1. The Government Can Collect Before You Get Your Day in Court
On June 4 and 5, the Supreme Court issued two rulings that changed how federal agencies can come after companies.
On June 4 and 5, the Supreme Court issued two rulings that changed how federal agencies can come after companies.
In the first case, AT&T and Verizon were fined a combined $104 million by the FCC (Federal Communications Commission) for selling customers' real-time phone location data to third parties without consent. The carriers argued they had a constitutional right to a jury trial before paying. The Court disagreed, 8-1. Chief Justice Roberts held that the FCC can impose penalties through its own administrative process. A jury only enters the picture if the government later sues to collect in federal court, and that step is not guaranteed to happen.
In the second case, the SEC (Securities and Exchange Commission) went after a stock trader for running a pump-and-dump scheme and demanded he surrender his profits.
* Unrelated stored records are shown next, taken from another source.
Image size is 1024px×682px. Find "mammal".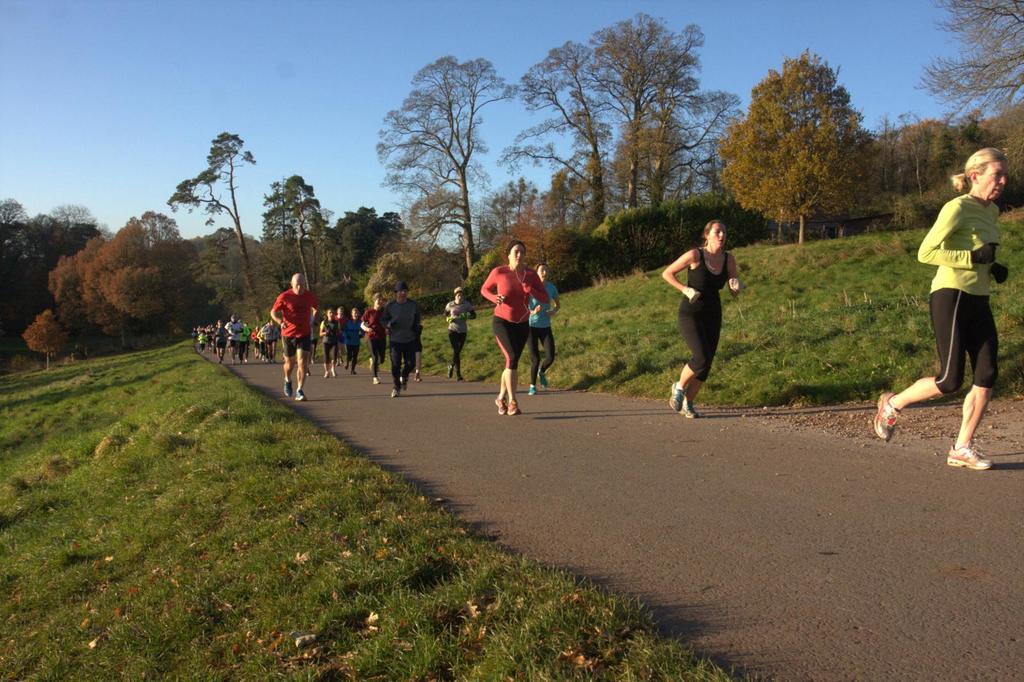
bbox=(529, 262, 561, 397).
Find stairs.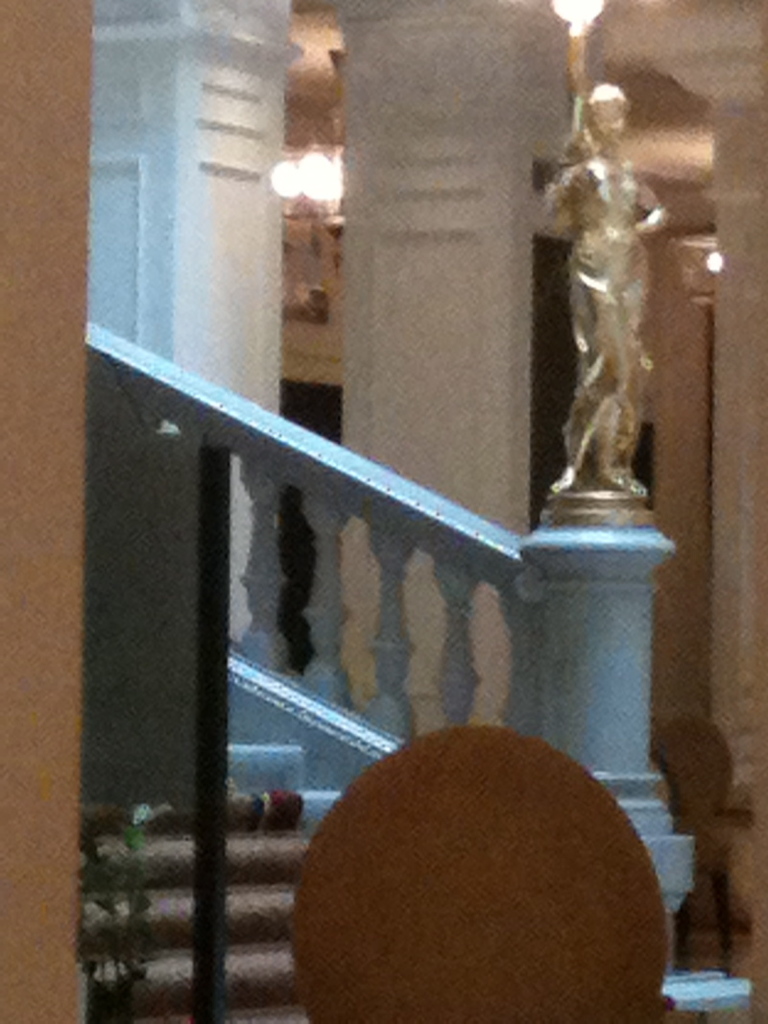
(x1=226, y1=726, x2=756, y2=1022).
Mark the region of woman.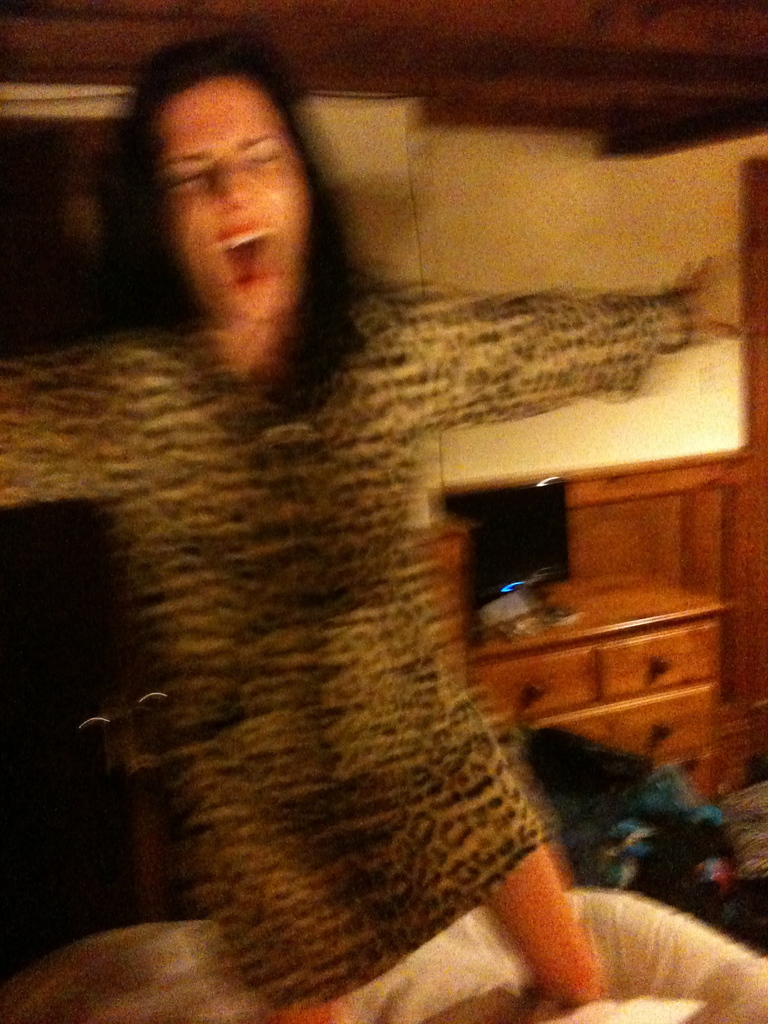
Region: (0, 24, 767, 1023).
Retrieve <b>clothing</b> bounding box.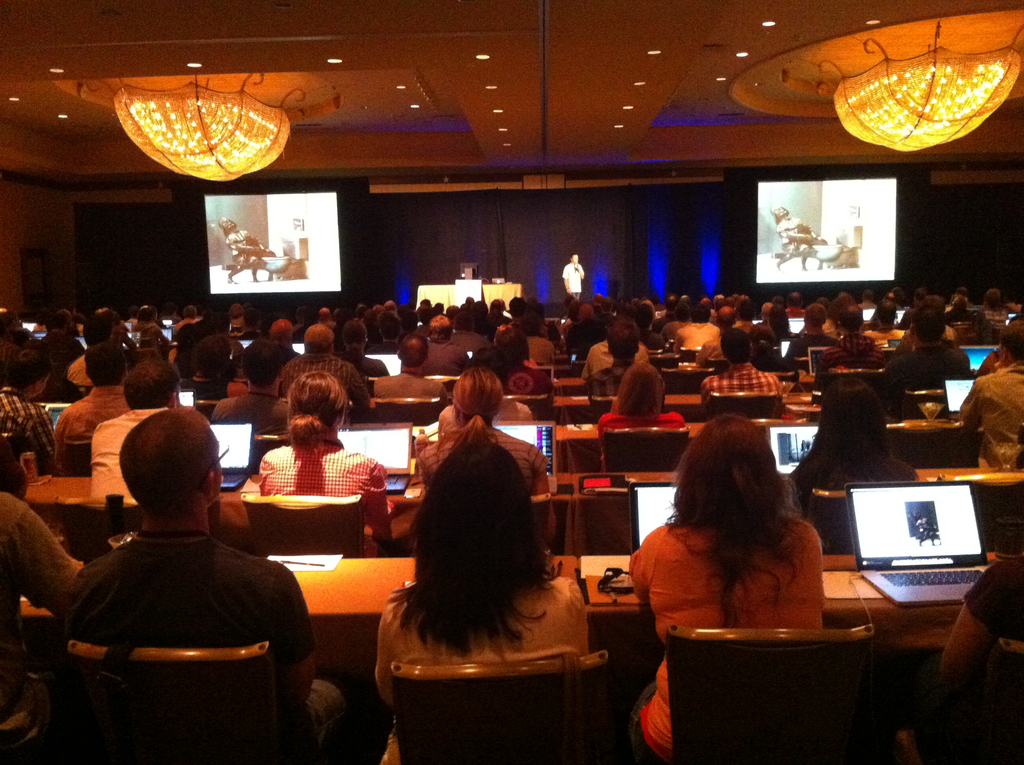
Bounding box: box(371, 367, 448, 408).
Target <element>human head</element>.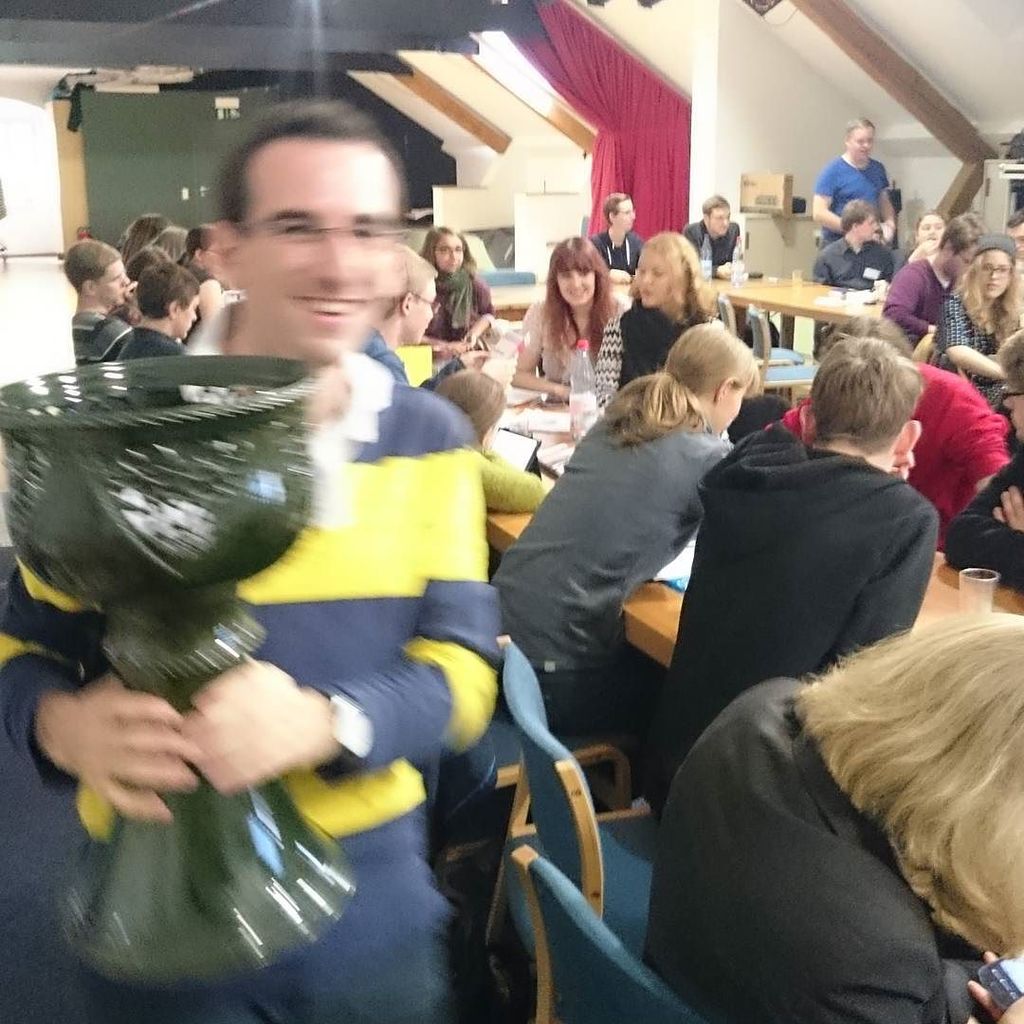
Target region: bbox=(635, 230, 701, 303).
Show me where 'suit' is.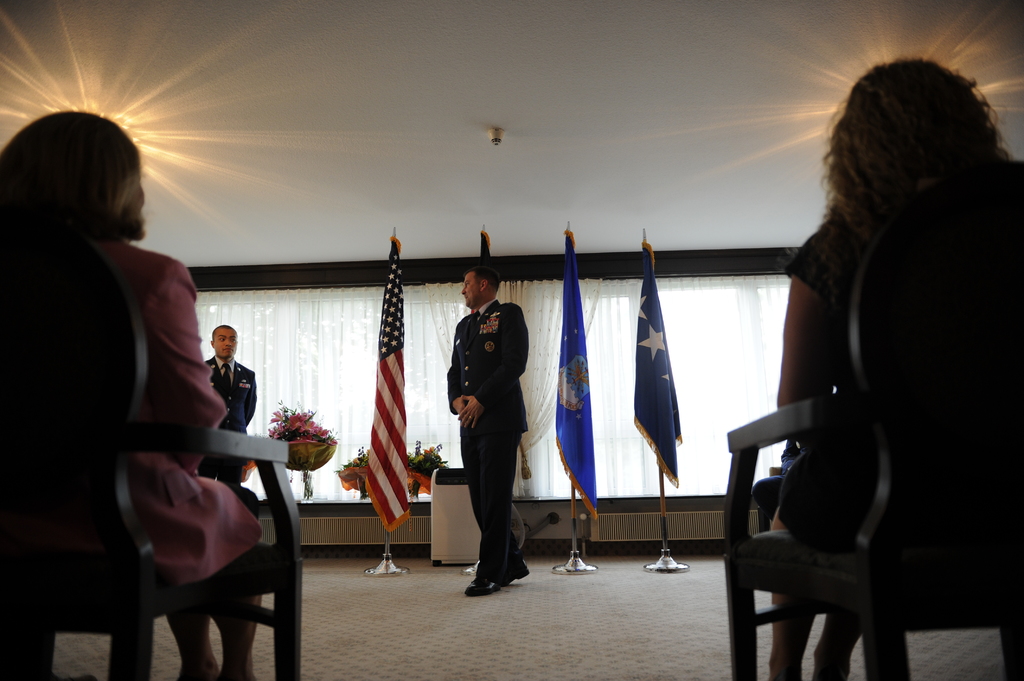
'suit' is at 443,282,537,592.
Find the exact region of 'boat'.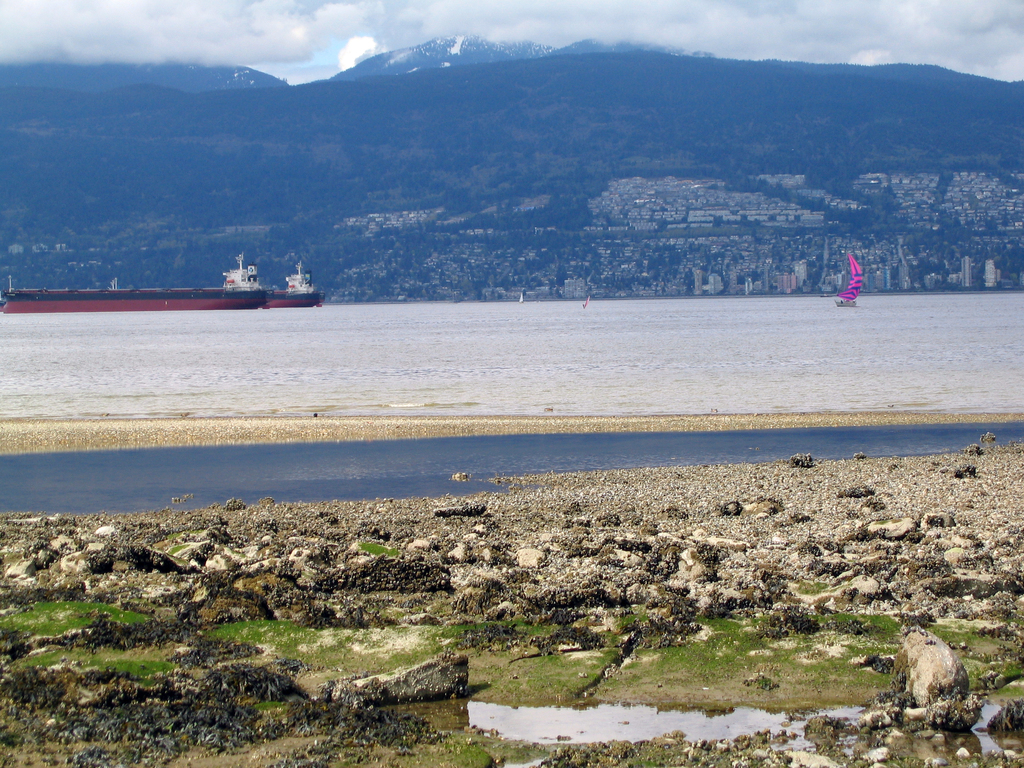
Exact region: box(259, 264, 321, 314).
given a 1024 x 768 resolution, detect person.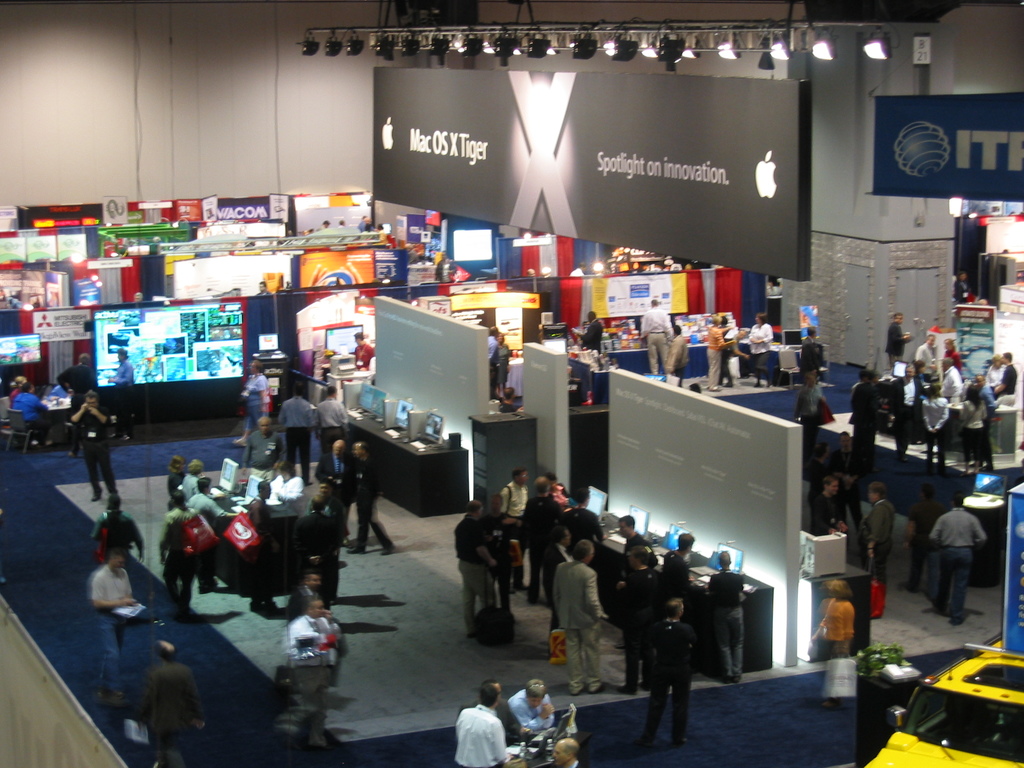
[66,384,120,509].
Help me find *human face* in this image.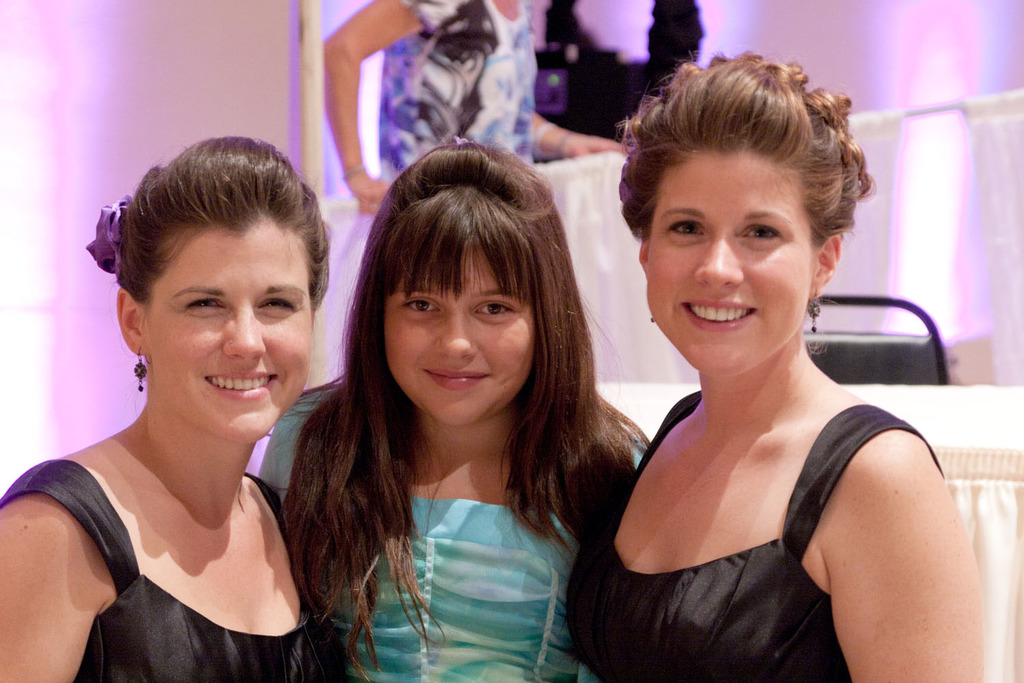
Found it: BBox(651, 165, 808, 368).
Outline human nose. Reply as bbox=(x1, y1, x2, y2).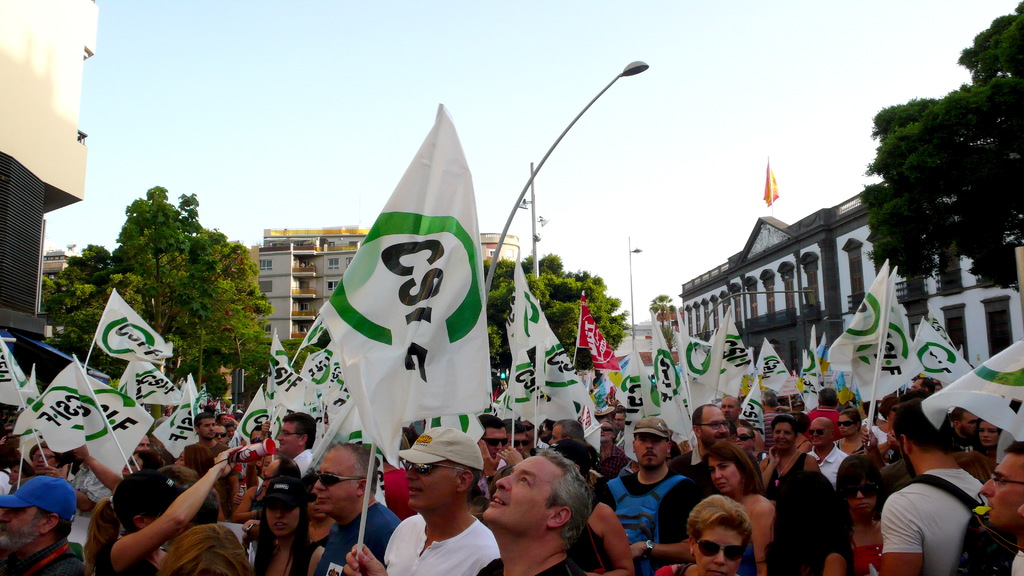
bbox=(495, 444, 502, 451).
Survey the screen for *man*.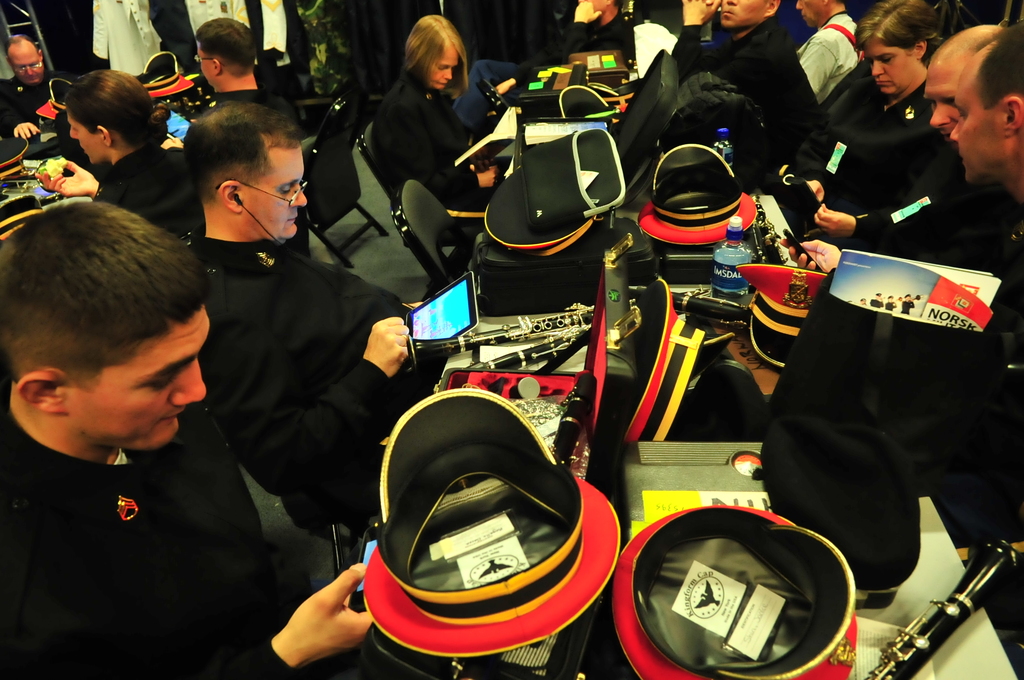
Survey found: x1=846, y1=17, x2=1023, y2=635.
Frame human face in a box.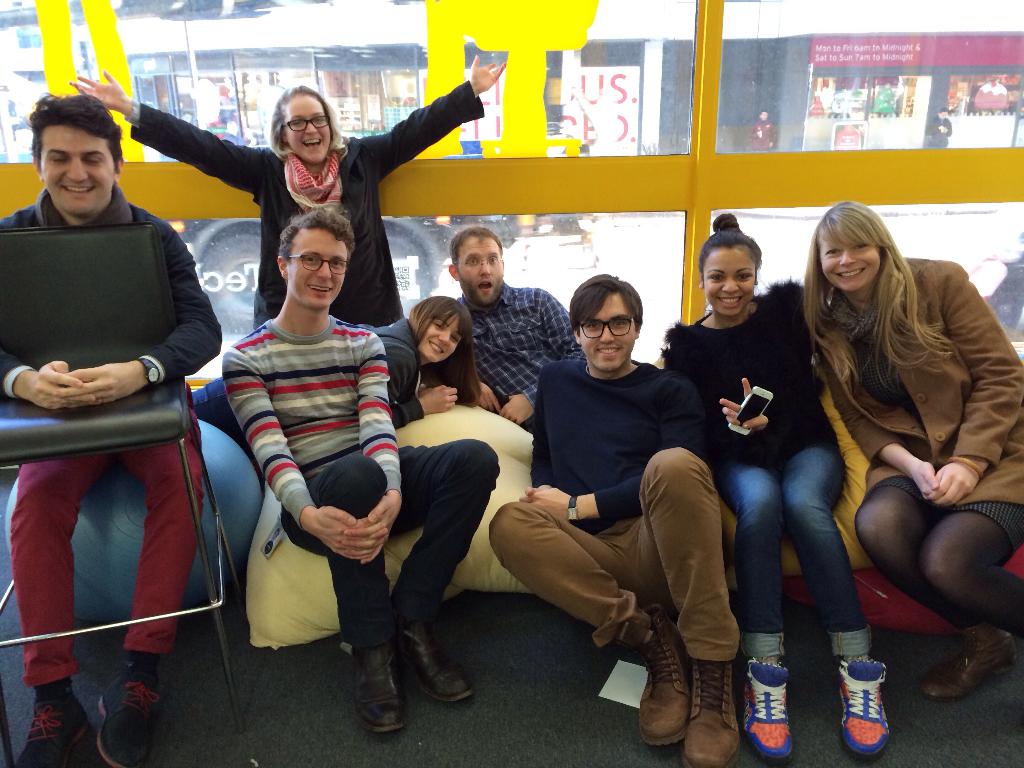
[422, 316, 460, 363].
He argued the SEC had to prove that specific investors actually lost money before it could take anything. The Court disagreed unanimously, 9-0. Justice Gorsuch wrote that the SEC can order you to give back profits based solely on the fact that you broke the rules. No identified victim required. No specific dollar of loss required.
These two rulings work together. The first means agencies can fine you without a jury. The second means they can take your profits without proving anyone was harmed. For any federal agency that operates a similar enforcement structure, and most do, the path from investigation to penalty just got shorter and less expensive to travel.
The timing is pointed. The SEC's expanded breach notification rule, Regulation S-P (which requires financial firms to notify customers within 30 days of a data breach), took full effect for smaller firms on June 3. The SEC has been quiet about enforcement so far. But the Court just removed two of the procedural barriers that made enforcement slow and costly to pursue.